The extremists portray themselves as protectors of Greeks who dislike their neighbourhoods taken over by foreigners. Dressed in all black, including their helmets, they roam many areas of Athens on motorbikes, holding guns, beating up immigrants, throwing Molotov bombs, and raiding schools and surgeries the volunteers have founded.
Our places are very small and the Molotov burns everything instantly. We run and hide while the extremists destroy what might still be intact. When we first tried to call the Police, their reply was: “Who cares about blacks? Why do you work with them? Don’t you know they are Muslims?” So, we stopped calling.

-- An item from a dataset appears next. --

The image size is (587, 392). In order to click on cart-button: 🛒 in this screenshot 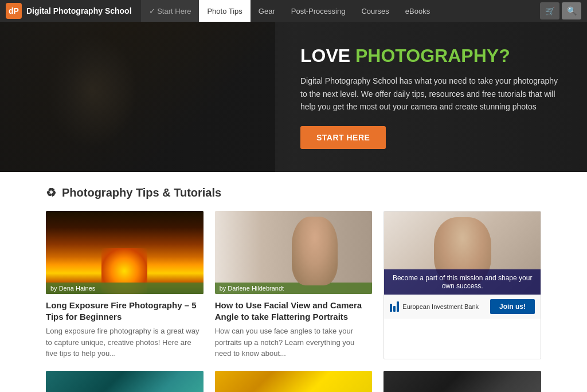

In the first six months of 2012, we were forced to close down seven schools where we also provided medical assistance. We taught approximately 500 immigrants per school, and our doctors treated at least 50 people per day. We also closed down three store-houses where we used to gather clothes, foods, and medication because the attackers threw Molotov bombs --- luckily late at night, when nobody was in. Most of the doctors and nurses left to work with larger foreign organisations and charities or moved abroad. The teachers, terrified and stalked, quit.
Courts do not accept us as representatives of immigrants, who do not discuss their case openly. Those who still have a home country to go back to, swarm the Ministry of Foreign Affairs asking to leave Greece; those whose countries are in the middle of a war, beg to be transferred elsewhere.
We volunteers try to persist amid fear. The extremists know where we live and haunt us. (Who gave them our addresses?) Some of us have had "accidents" recently, arms and legs broken from motor-bikers who never stop to see what they have left behind.
My fear is that soon immigrants will find ways to fight back against the attackers. Violence will increase, as retaliation will follow. With Chrisi Avgi getting 6,8% in the national elections, the Greeks blinded from fear and despair, and the meda playing on people’s ignorance, the situation will only worsen.